The Hague war crimes court rejected a request to review the life sentence handed down to Bosnian Serb paramilitary unit leader Milan Lukic for committing crimes against humanity in the town of Visegrad.
Wartime paramilitary leader Milan Lukic, who was sentenced to life in prison by the Hague Tribunal for committing crimes against humanity in Visegrad in Bosnia, asked the UN court to review his verdict.
Veteran Hague Tribunal judge Jean-Claude Antonetti has withdrawn from the chamber making the final decision on Serb paramilitary Milan Lukics bid to overturn his life sentence, arguing that he is not impartial.
Milan Lukic, who was sentenced to life imprisonment for having committed crimes in Visegrad, had been transferred to Estonia, where he will serve his sentence.
Milan Lukic, former Commander of Beli Orlovi paramilitary unit, requests the Hague Tribunal to reconsider a verdict under which he was sentenced to life imprisonment for crimes in Visegrad.
The first Defence witnesses in the trial of Oliver Krsmanovics say that they were abused during their detention in Uzamnica military barracks in Visegrad in 1992, but they do not mention the indictee.
The Hague Tribunal has upheld the verdict under which Milan Lukic was sentenced to life imprisonment for war crimes in the eastern Bosnian town of Visegrad.
Prosecution witness OK-7 says at the trial of Oliver Krsmanovic, who is charged with crimes in Visegrad, that she saw the shooting of men on the Drina River banks in the spring of 1992 and her neighbours being taken away from Dusce village.
The remains of scores of civilians from the 1992 Visegrad killings in Bosnia have been found in Perucac lake, investigators have said, while the search for the bodies of victims from Kosovo continues.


Though the records contain pictures, copy none of them; repeat exactly the lines from the one with "Enumerate this screenshot's" to the end.

### Input material ###

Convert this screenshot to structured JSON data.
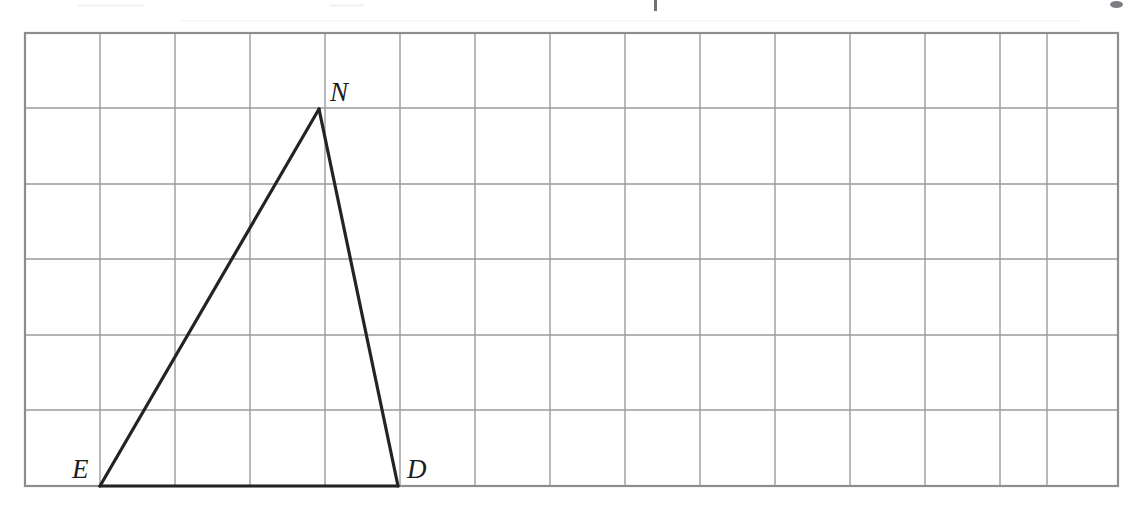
{
  "figure": {
    "name": "triangle-on-grid-figure",
    "background_color": "#ffffff",
    "grid": {
      "line_color": "#9a9a9a",
      "border_color": "#8d8d8d",
      "cell_size": 75,
      "left": 25,
      "top": 33,
      "right": 1118,
      "bottom": 486,
      "columns": 15,
      "rows": 6,
      "x_lines": [
        25,
        100,
        175,
        250,
        325,
        400,
        475,
        550,
        625,
        700,
        775,
        850,
        925,
        1000,
        1047,
        1118
      ],
      "y_lines": [
        33,
        108,
        184,
        259,
        335,
        410,
        486
      ]
    },
    "shape": {
      "type": "triangle",
      "name": "END",
      "stroke_color": "#232323",
      "stroke_width": 3.2,
      "fill": "none",
      "vertices": [
        {
          "label": "E",
          "x": 100,
          "y": 486,
          "label_x": 72,
          "label_y": 478
        },
        {
          "label": "N",
          "x": 319,
          "y": 109,
          "label_x": 330,
          "label_y": 101
        },
        {
          "label": "D",
          "x": 398,
          "y": 486,
          "label_x": 407,
          "label_y": 478
        }
      ],
      "edges": [
        {
          "name": "edge-EN",
          "from": "E",
          "to": "N"
        },
        {
          "name": "edge-ND",
          "from": "N",
          "to": "D"
        },
        {
          "name": "edge-DE",
          "from": "D",
          "to": "E"
        }
      ]
    },
    "artifacts": {
      "top_text_remnant": "",
      "note": "faint cut-off scan remnants along the very top edge"
    }
  }
}
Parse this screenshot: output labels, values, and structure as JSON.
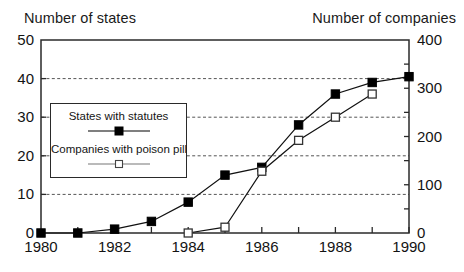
{
  "titles": {
    "left_axis": "Number of states",
    "right_axis": "Number of companies"
  },
  "colors": {
    "ink": "#000000",
    "frame": "#2a2a2a",
    "grid": "#555555",
    "background": "#ffffff",
    "series_states": "#000000",
    "series_companies": "#ffffff"
  },
  "legend": {
    "states_label": "States with statutes",
    "companies_label": "Companies with poison pill"
  },
  "chart_data": {
    "type": "line",
    "title": "",
    "subtitle": "",
    "xlabel": "",
    "ylabel": "Number of states",
    "y2label": "Number of companies",
    "x": [
      1980,
      1981,
      1982,
      1983,
      1984,
      1985,
      1986,
      1987,
      1988,
      1989,
      1990
    ],
    "xlim": [
      1980,
      1990
    ],
    "ylim": [
      0,
      50
    ],
    "y2lim": [
      0,
      400
    ],
    "xticks": [
      1980,
      1982,
      1984,
      1986,
      1988,
      1990
    ],
    "xtick_labels": [
      "1980",
      "1982",
      "1984",
      "1986",
      "1988",
      "1990"
    ],
    "xminor_ticks": [
      1981,
      1983,
      1985,
      1987,
      1989
    ],
    "yticks": [
      0,
      10,
      20,
      30,
      40,
      50
    ],
    "ytick_labels": [
      "0",
      "10",
      "20",
      "30",
      "40",
      "50"
    ],
    "y2ticks": [
      0,
      100,
      200,
      300,
      400
    ],
    "y2tick_labels": [
      "0",
      "100",
      "200",
      "300",
      "400"
    ],
    "y2minor_ticks": [
      50,
      150,
      250,
      350
    ],
    "grid": true,
    "gridlines_at": [
      10,
      20,
      30,
      40
    ],
    "grid_style": "dashed",
    "legend_position": "inside upper-left",
    "series": [
      {
        "name": "States with statutes",
        "axis": "left",
        "marker": "filled-square",
        "x": [
          1980,
          1981,
          1982,
          1983,
          1984,
          1985,
          1986,
          1987,
          1988,
          1989,
          1990
        ],
        "values": [
          0,
          0,
          1,
          3,
          8,
          15,
          17,
          28,
          36,
          39,
          40.5
        ]
      },
      {
        "name": "Companies with poison pill",
        "axis": "right",
        "marker": "open-square",
        "x": [
          1984,
          1985,
          1986,
          1987,
          1988,
          1989
        ],
        "values": [
          0,
          12,
          128,
          192,
          240,
          288
        ]
      }
    ]
  }
}
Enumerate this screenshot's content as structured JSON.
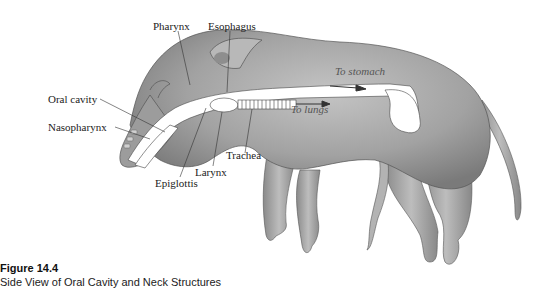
{
  "figure": {
    "number": "Figure 14.4",
    "caption": "Side View of Oral Cavity and Neck Structures"
  },
  "labels": {
    "pharynx": "Pharynx",
    "esophagus": "Esophagus",
    "oral_cavity": "Oral cavity",
    "nasopharynx": "Nasopharynx",
    "epiglottis": "Epiglottis",
    "larynx": "Larynx",
    "trachea": "Trachea",
    "to_stomach": "To stomach",
    "to_lungs": "To lungs"
  },
  "colors": {
    "body_fill": "#a9a9a9",
    "body_shade": "#7d7d7d",
    "passage": "#ffffff",
    "outline": "#444444",
    "leader": "#333333"
  }
}
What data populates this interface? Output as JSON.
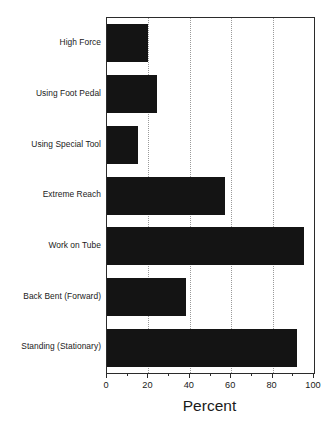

###

**Result of this task**
Enumerate this screenshot's content as structured JSON.
{
  "figure": {
    "number": "Figure 14.4",
    "caption": "Side View of Oral Cavity and Neck Structures"
  },
  "labels": {
    "pharynx": "Pharynx",
    "esophagus": "Esophagus",
    "oral_cavity": "Oral cavity",
    "nasopharynx": "Nasopharynx",
    "epiglottis": "Epiglottis",
    "larynx": "Larynx",
    "trachea": "Trachea",
    "to_stomach": "To stomach",
    "to_lungs": "To lungs"
  },
  "colors": {
    "body_fill": "#a9a9a9",
    "body_shade": "#7d7d7d",
    "passage": "#ffffff",
    "outline": "#444444",
    "leader": "#333333"
  }
}
What data populates this interface? Output as JSON.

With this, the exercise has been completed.